Oba Femi defeated Dominik Mysterio in a King of the Ring semifinal on June 15, 2026 at the CFG Bank Arena in Baltimore, advancing to the tournament final and one match away from the crown.
The finish left no doubt: after repeated interference attempts and run-ins at ringside, Femi closed the match with his Fall From Grace to pin Mysterio and punch his ticket to the finals. He landed a flurry of running uppercuts that flattened both Mysterio and his Judgment Day teammate before the final sequence that ended the bout.
What made the victory material was how Femi handled outside chaos. Mysterio bailed out of the ring as the bell rang and earlier caught Femi with a cheap baseball slide, but Femi answered in kind—he tossed Mysterio up and over the commentary table and repeatedly cut off anyone who tried to tip the balance. JD McDonagh attempted a cheap shot but Femi grabbed him and forced him away from ringside, and when The Iron Ace climbed onto the apron Femi rocked him and sent him off.
The friction that could have turned the match sideways came from Mysterio’s avoidance tactics. He tried to stay out of harm’s way, relying on interference and a timekeeper’s hammer—he even attempted to use the hammer again—rather than trading blows. That strategy failed; Femi neutralized each outside weapon and still delivered the decisive offensive burst inside the ring.
Femi spoke afterward, staking his case for the tournament in blunt terms: "One...one match away, and then The Ruler will have his crown," he said, later adding, "When it is all said and done, I will be king, and you will just be the man who ran from Oba Femi." Those lines underlined the stakes—this was not simply a win on Raw, it was a claim laid down in front of the WWE audience in Baltimore.

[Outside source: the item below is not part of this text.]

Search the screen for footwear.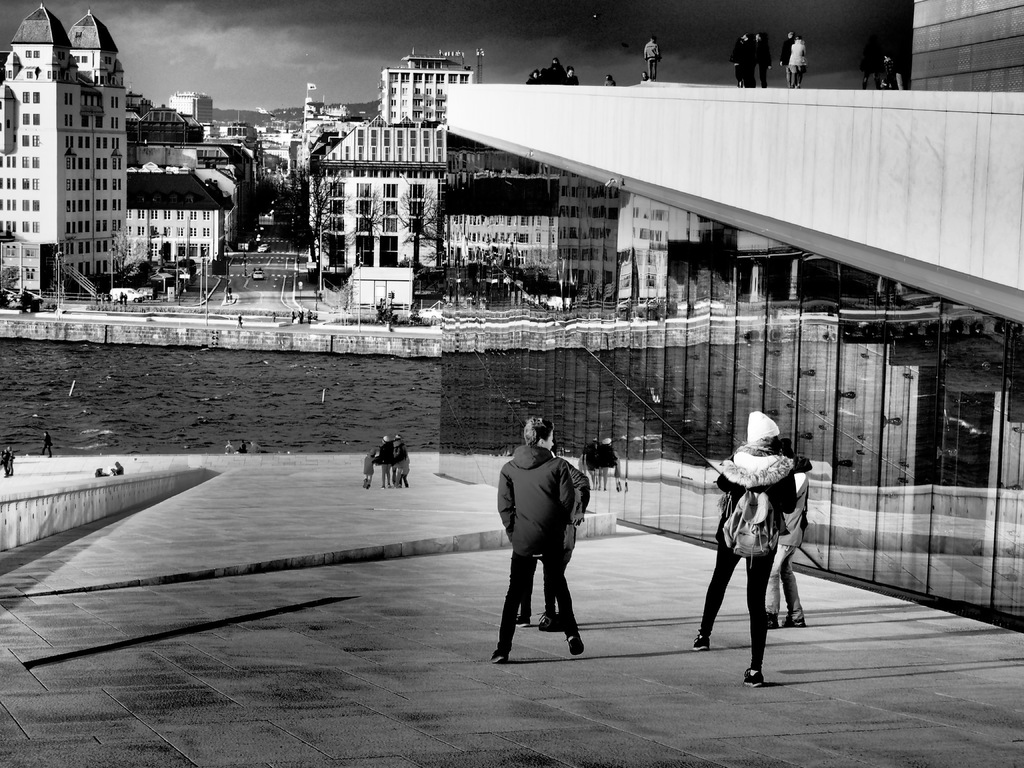
Found at pyautogui.locateOnScreen(780, 612, 806, 628).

The result settled the left side of the King of the Ring bracket: Femi will face whoever emerges from the other semifinal between Je'Von Evans and Jey Uso. That match remains the open variable. Evans showed he can change the math in his favor by mounting a comeback with a high cross body block from the top rope—so much so that commentator Corey Graves called him a "part-time resident of the stratosphere." If Evans reaches the final, Femi will meet an opponent whose offense lives above the ring; if Jey Uso wins, the final will instead be a test against veteran ring craft.
Femi’s win in Baltimore answered one immediate question and sharpened the next: he is one match away from being crowned King, but the identity and style of his final opponent will determine whether his raw power and close-quarters finishers are the right tools to complete the run. The King of the Ring final will decide whether Femi’s promise becomes a title—or stays a threat made loud in the moment.